An Empirical Evaluation of 50-Years of Communications Policy: The Good, the Bad and the Ugly
Posted by Social Science Research Network
An Empirical Evaluation of 50-Years of Communications Policy: The Good, the Bad and the Ugly
Mark Cooper (Institute for Energy and the Environment)
Abstract: It has been widely noted that 2016 is the 20th anniversary of the Telecommunication Act of 1996, considered the single most significant amendment to the Communication Act of 1934. It is less widely noted that it is the 40th anniversary of the Copyright Act of 1976, which also had a major impact on the communications space. And it is the 50-year anniversary of the start of the Computer Inquiries, which arguably had the largest impact of all.
Congress, the executive branch and the courts, have been active in making policy in the communications space in the past half century. A few examples of key decisions includes:
Courts: Red Lion, ATT Breakup, Brand X, BitTorrent, Verizon
Congress: Compulsory license, de/reregulation, spectrum auctions, Broadband data and improvement
Executive branch: Computer Inquiries, Carterphone, FynSin, ownership limits, spread spectrum, broadband classification, merger reviews.
These decisions provide natural experiments for studying the impact of policy, which in some cases switch back and forth within specific sectors. While there is no doubt that there has been immense progress in the communications sector, the question remains, which policies were most effective.
The paper adopts a traditional industrial structure/market performance approach used by liberal (e.g. Scherer and Ross, Shepherd) and conservative economists (e.g. Landes and Posner, Viscuci, et al.) It applies thresholds developed by antitrust authorities to characterize markets and the potential for abuse of market power.
Quantitative analysis includes concentration (based on HHI), Lerner Index components, e.g. price and cost trends, as well as comparative EBDITA measures. Indirect effects are also considered based on studies of macroeconomic models. Qualitative impacts are also considered.
Reviewing two dozen specific policies and their aftermath, this paper argues that the communications sector has been a schizophrenic, good news/bad news story. It is the center of the digital revolution, exhibiting the most dynamic, innovative progress of any sector of the U.S. and global economy (the good), but it has imposed immense, unnecessary costs on consumers and failed to achieve key economic and social goals (the bad). The ugly part is that the successes have been misinterpreted to defend the failures.
On purely economic grounds, progressive capitalist policies that put constraints on private property to stimulate competition and entrepreneurship had much larger, positive results than laissez faire policies that simply allowed the unrestrained pursuit of private interests.
The most prominent successful policies involved guaranteed access to choke points (open access and compulsory licenses), restraints on consolidation (denial of mergers, breakup of dominant incumbents) and the blocking of abuse of market power. While the most prominent harmful policies involved denial of access to critical choke points, unrestricted consolidation and premature deregulation or ineffective regulation of market power.
To the extent that progressive capitalist policies also promote important social goals, like universal service and diversity, which are not likely outcomes of market processes, they are even more deemed to be even more attractive.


## TRY IT
Print only the lines from the top of the data through the line with "Image is 868x472 pixels.", both included, skipping every picture.

___ INPUT FOR THIS TASK ___

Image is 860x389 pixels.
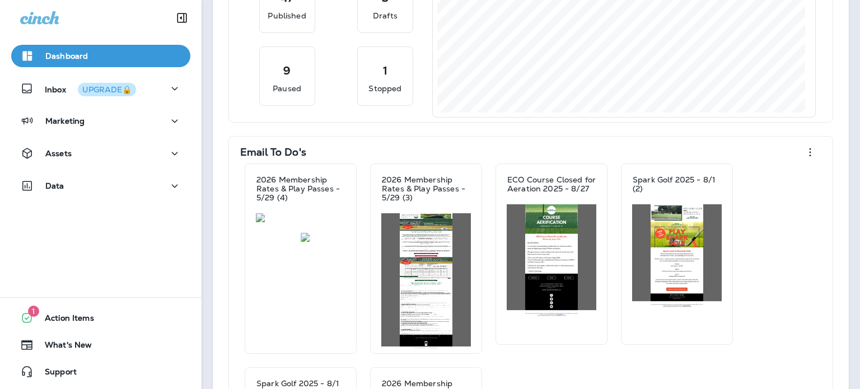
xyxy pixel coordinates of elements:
img: ff76e603-be08-47a4-bb99-4037183d644d.jpg [256,213,345,222]
button: Support [11,361,190,383]
img: 6fa99947-60b4-4eaf-9d2b-2ee9cc8aec02.jpg [381,213,471,349]
p: Published [268,10,306,21]
button: UPGRADE🔒 [78,83,136,96]
p: Inbox [45,83,136,95]
p: 9 [283,65,291,76]
p: 2026 Membership Rates & Play Passes - 5/29 (4) [256,175,345,202]
p: Data [45,181,64,190]
span: 1 [28,306,39,317]
p: 1 [383,65,387,76]
p: Dashboard [45,52,88,60]
p: Drafts [373,10,397,21]
p: Paused [273,83,301,94]
span: Support [34,367,77,381]
button: 1Action Items [11,307,190,329]
img: e01fb0d3-535c-4cb0-9621-d6cbeca0d81c.jpg [507,204,596,317]
button: Dashboard [11,45,190,67]
button: Assets [11,142,190,165]
button: InboxUPGRADE🔒 [11,77,190,100]
button: Marketing [11,110,190,132]
p: 2026 Membership Rates & Play Passes - 5/29 (3) [382,175,470,202]
button: Collapse Sidebar [166,7,198,29]
img: e8bee2a0-04e6-49b2-be04-03f4ffbadfe3.jpg [632,204,722,308]
span: What's New [34,340,92,354]
span: Action Items [34,313,94,327]
p: Stopped [368,83,401,94]
p: Assets [45,149,72,158]
button: What's New [11,334,190,356]
img: ff76e603-be08-47a4-bb99-4037183d644d.jpg [301,233,310,242]
p: Email To Do's [240,147,306,158]
p: Marketing [45,116,85,125]
p: Spark Golf 2025 - 8/1 [256,379,339,388]
p: ECO Course Closed for Aeration 2025 - 8/27 [507,175,596,193]
div: UPGRADE🔒 [82,86,132,93]
button: Data [11,175,190,197]
p: Spark Golf 2025 - 8/1 (2) [633,175,721,193]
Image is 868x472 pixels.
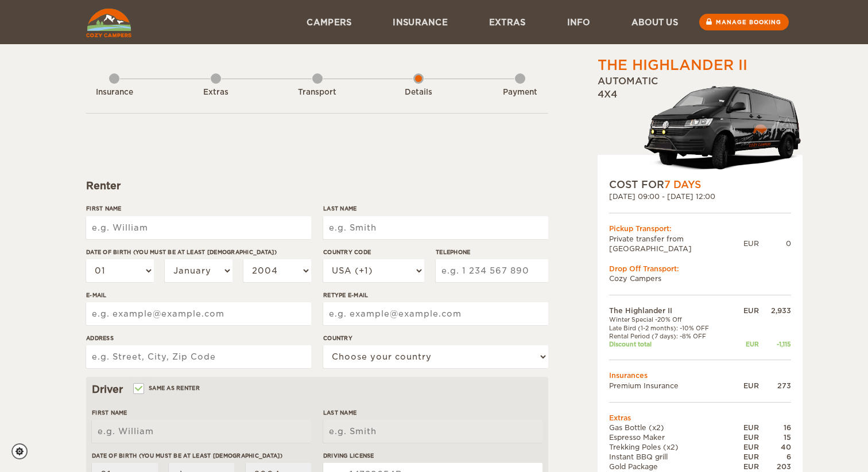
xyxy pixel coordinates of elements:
td: The Highlander II [609,306,732,315]
td: Premium Insurance [609,381,732,391]
span: 7 Days [664,179,701,191]
td: Discount total [609,340,732,348]
label: Date of birth (You must be at least [DEMOGRAPHIC_DATA]) [91,451,311,460]
div: 40 [759,442,791,452]
td: Cozy Campers [609,273,791,283]
div: The Highlander II [598,56,748,76]
div: 273 [759,381,791,391]
td: Winter Special -20% Off [609,315,732,323]
a: Cookie settings [12,443,35,459]
label: Country Code [323,248,425,256]
div: Pickup Transport: [609,224,791,234]
div: Payment [488,87,552,98]
div: Driver [91,382,543,396]
input: e.g. Smith [323,420,543,442]
div: 2,933 [759,306,791,315]
div: Details [387,87,450,98]
div: EUR [732,340,759,348]
td: Private transfer from [GEOGRAPHIC_DATA] [609,234,744,253]
td: Rental Period (7 days): -8% OFF [609,332,732,340]
label: Date of birth (You must be at least [DEMOGRAPHIC_DATA]) [86,248,311,256]
div: Renter [86,179,548,193]
div: Automatic 4x4 [598,76,802,178]
td: Late Bird (1-2 months): -10% OFF [609,324,732,332]
td: Gas Bottle (x2) [609,423,732,432]
label: First Name [86,204,311,213]
div: Drop Off Transport: [609,263,791,273]
div: 16 [759,423,791,432]
div: COST FOR [609,178,791,192]
div: EUR [732,462,759,471]
div: EUR [732,452,759,462]
div: 203 [759,462,791,471]
div: 15 [759,432,791,442]
div: EUR [732,442,759,452]
td: Espresso Maker [609,432,732,442]
label: E-mail [86,291,311,299]
input: e.g. William [86,216,311,239]
a: Manage booking [699,14,788,30]
input: e.g. example@example.com [323,302,548,325]
input: e.g. Smith [323,216,548,239]
label: Retype E-mail [323,291,548,299]
div: 0 [759,238,791,248]
div: Transport [286,87,349,98]
label: Same as renter [134,382,200,394]
input: e.g. William [91,420,311,442]
td: Instant BBQ grill [609,452,732,462]
div: -1,115 [759,340,791,348]
div: EUR [744,238,759,248]
div: Extras [184,87,248,98]
label: Last Name [323,204,548,213]
img: stor-langur-223.png [643,78,802,178]
label: Driving License [323,451,543,460]
img: Cozy Campers [86,9,131,37]
input: e.g. example@example.com [86,302,311,325]
div: 6 [759,452,791,462]
td: Insurances [609,371,791,380]
div: [DATE] 09:00 - [DATE] 12:00 [609,192,791,201]
div: EUR [732,306,759,315]
label: Country [323,334,548,342]
div: EUR [732,423,759,432]
td: Trekking Poles (x2) [609,442,732,452]
input: Same as renter [134,386,142,394]
input: e.g. 1 234 567 890 [435,259,548,282]
div: EUR [732,381,759,391]
label: First Name [91,408,311,417]
input: e.g. Street, City, Zip Code [86,345,311,369]
label: Telephone [435,248,548,256]
div: EUR [732,432,759,442]
label: Last Name [323,408,543,417]
td: Gold Package [609,462,732,471]
label: Address [86,334,311,342]
div: Insurance [83,87,145,98]
td: Extras [609,413,791,423]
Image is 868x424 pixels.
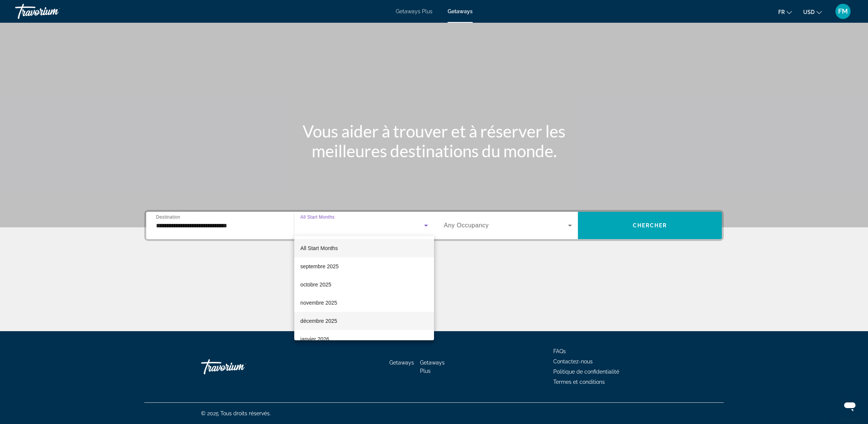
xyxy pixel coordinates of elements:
span: octobre 2025 [301,280,331,289]
span: décembre 2025 [301,316,337,325]
iframe: Bouton de lancement de la fenêtre de messagerie [838,393,862,418]
span: novembre 2025 [301,298,337,307]
span: All Start Months [301,245,338,251]
span: septembre 2025 [301,261,338,271]
span: janvier 2026 [301,335,329,344]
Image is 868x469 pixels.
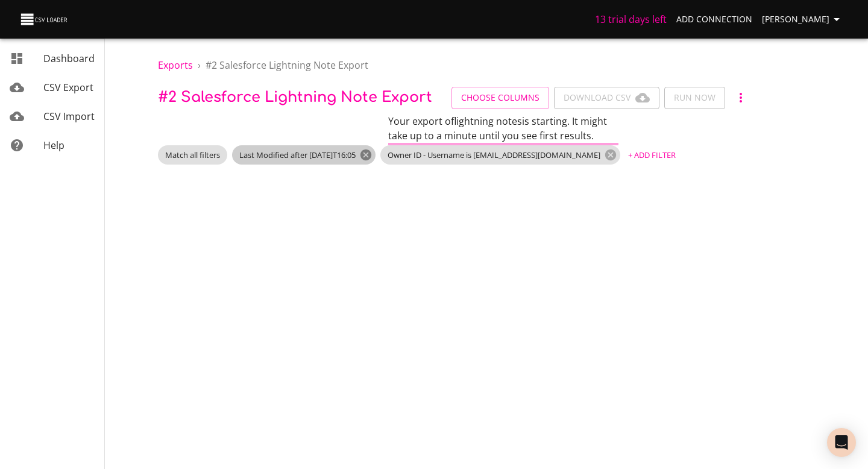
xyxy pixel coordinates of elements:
[19,11,70,28] img: CSV Loader
[676,12,753,27] span: Add Connection
[595,11,667,28] h6: 13 trial days left
[625,146,679,164] button: + Add Filter
[43,139,64,152] span: Help
[158,59,193,72] a: Exports
[198,58,200,72] li: ›
[388,115,607,142] span: Your export of lightning notes is starting. It might take up to a minute until you see first resu...
[158,145,228,164] div: Match all filters
[451,87,549,109] button: Choose Columns
[232,145,376,164] div: Last Modified after [DATE]T16:05
[381,145,620,164] div: Owner ID - Username is [EMAIL_ADDRESS][DOMAIN_NAME]
[628,148,676,162] span: + Add Filter
[672,9,757,30] a: Add Connection
[762,12,844,27] span: [PERSON_NAME]
[205,59,369,72] span: # 2 Salesforce Lightning note Export
[43,110,95,123] span: CSV Import
[158,89,432,106] span: # 2 Salesforce Lightning note Export
[827,428,856,457] div: Open Intercom Messenger
[43,81,94,94] span: CSV Export
[381,150,608,161] span: Owner ID - Username is [EMAIL_ADDRESS][DOMAIN_NAME]
[43,52,95,65] span: Dashboard
[461,91,539,106] span: Choose Columns
[232,150,363,161] span: Last Modified after [DATE]T16:05
[158,150,228,161] span: Match all filters
[757,9,849,30] button: [PERSON_NAME]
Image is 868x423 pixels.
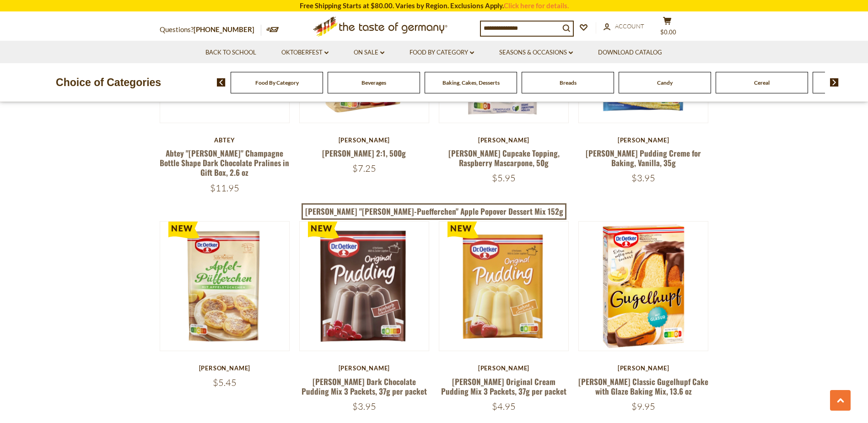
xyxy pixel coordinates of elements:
a: [PERSON_NAME] Cupcake Topping, Raspberry Mascarpone, 50g [449,148,560,169]
span: $4.95 [492,400,516,412]
a: Download Catalog [598,47,662,58]
span: $7.25 [352,163,376,174]
a: Food By Category [255,79,299,86]
div: [PERSON_NAME] [160,364,290,372]
span: $3.95 [632,172,656,184]
img: Dr. Oetker Original Cream Pudding Mix 3 Packets, 37g per packet [440,221,569,351]
img: Dr. Oetker Classic Gugelhupf Cake with Glaze Baking Mix, 13.6 oz [579,221,708,351]
a: Breads [560,79,577,86]
img: Dr. Oetker "Apfel-Puefferchen" Apple Popover Dessert Mix 152g [160,221,290,351]
a: [PHONE_NUMBER] [193,25,254,33]
span: $9.95 [632,400,656,412]
a: Beverages [361,79,386,86]
span: $5.95 [492,172,516,184]
a: Click here for details. [504,2,569,10]
span: $5.45 [213,376,236,388]
span: $3.95 [352,400,376,412]
div: [PERSON_NAME] [300,136,430,144]
a: Oktoberfest [282,47,328,58]
a: Baking, Cakes, Desserts [443,79,500,86]
a: Candy [657,79,673,86]
a: Abtey "[PERSON_NAME]" Champagne Bottle Shape Dark Chocolate Pralines in Gift Box, 2.6 oz [160,148,289,178]
div: [PERSON_NAME] [439,364,569,372]
a: [PERSON_NAME] Classic Gugelhupf Cake with Glaze Baking Mix, 13.6 oz [578,376,708,397]
a: [PERSON_NAME] Dark Chocolate Pudding Mix 3 Packets, 37g per packet [302,376,427,397]
p: Questions? [160,24,261,35]
img: Dr. Oetker Dark Chocolate Pudding Mix 3 Packets, 37g per packet [300,221,429,351]
span: $11.95 [210,182,239,193]
a: On Sale [354,47,385,58]
span: $0.00 [660,29,677,35]
div: Abtey [160,136,290,144]
div: [PERSON_NAME] [439,136,569,144]
div: [PERSON_NAME] [578,364,709,372]
a: [PERSON_NAME] Pudding Creme for Baking, Vanilla, 35g [586,148,701,169]
a: [PERSON_NAME] "[PERSON_NAME]-Puefferchen" Apple Popover Dessert Mix 152g [302,203,567,220]
button: $0.00 [654,17,681,39]
a: Account [604,22,644,32]
a: [PERSON_NAME] Original Cream Pudding Mix 3 Packets, 37g per packet [441,376,567,397]
img: next arrow [830,78,839,87]
div: [PERSON_NAME] [300,364,430,372]
div: [PERSON_NAME] [578,136,709,144]
span: Account [615,23,644,30]
a: Cereal [754,79,770,86]
a: Back to School [206,47,256,58]
img: previous arrow [217,78,226,87]
a: Seasons & Occasions [499,47,573,58]
a: Food By Category [410,47,474,58]
a: [PERSON_NAME] 2:1, 500g [322,148,406,159]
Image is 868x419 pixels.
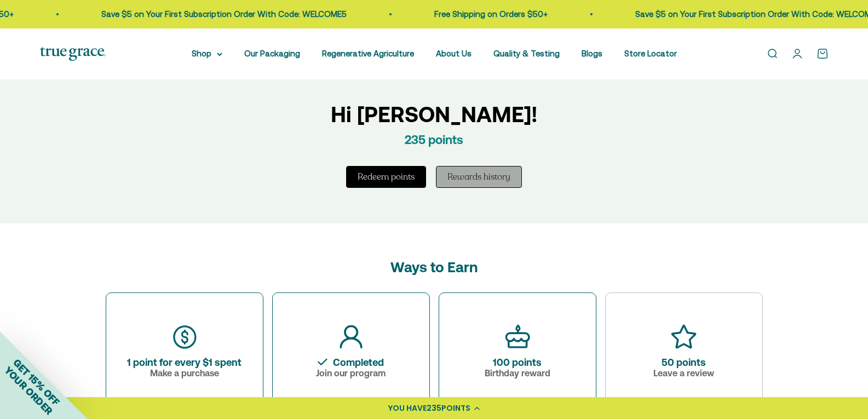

___

## WRITTEN RESPONSE
Image is 860x389 pixels.
xyxy pixel coordinates of elements:
img: ff76e603-be08-47a4-bb99-4037183d644d.jpg [256,213,345,222]
button: Support [11,361,190,383]
img: 6fa99947-60b4-4eaf-9d2b-2ee9cc8aec02.jpg [381,213,471,349]
p: Published [268,10,306,21]
button: UPGRADE🔒 [78,83,136,96]
p: Inbox [45,83,136,95]
p: 9 [283,65,291,76]
p: 2026 Membership Rates & Play Passes - 5/29 (4) [256,175,345,202]
p: Data [45,181,64,190]
span: 1 [28,306,39,317]
p: 1 [383,65,387,76]
p: Dashboard [45,52,88,60]
p: Drafts [373,10,397,21]
p: Paused [273,83,301,94]
span: Support [34,367,77,381]
button: 1Action Items [11,307,190,329]
img: e01fb0d3-535c-4cb0-9621-d6cbeca0d81c.jpg [507,204,596,317]
button: Dashboard [11,45,190,67]
button: Assets [11,142,190,165]
button: InboxUPGRADE🔒 [11,77,190,100]
button: Marketing [11,110,190,132]
p: 2026 Membership Rates & Play Passes - 5/29 (3) [382,175,470,202]
button: Collapse Sidebar [166,7,198,29]
img: e8bee2a0-04e6-49b2-be04-03f4ffbadfe3.jpg [632,204,722,308]
span: What's New [34,340,92,354]
span: Action Items [34,313,94,327]
p: Stopped [368,83,401,94]
p: Assets [45,149,72,158]
button: What's New [11,334,190,356]
img: ff76e603-be08-47a4-bb99-4037183d644d.jpg [301,233,310,242]
p: Email To Do's [240,147,306,158]
p: Marketing [45,116,85,125]
p: Spark Golf 2025 - 8/1 [256,379,339,388]
p: ECO Course Closed for Aeration 2025 - 8/27 [507,175,596,193]
div: UPGRADE🔒 [82,86,132,93]
button: Data [11,175,190,197]
p: Spark Golf 2025 - 8/1 (2) [633,175,721,193]
Image is 868x472 pixels.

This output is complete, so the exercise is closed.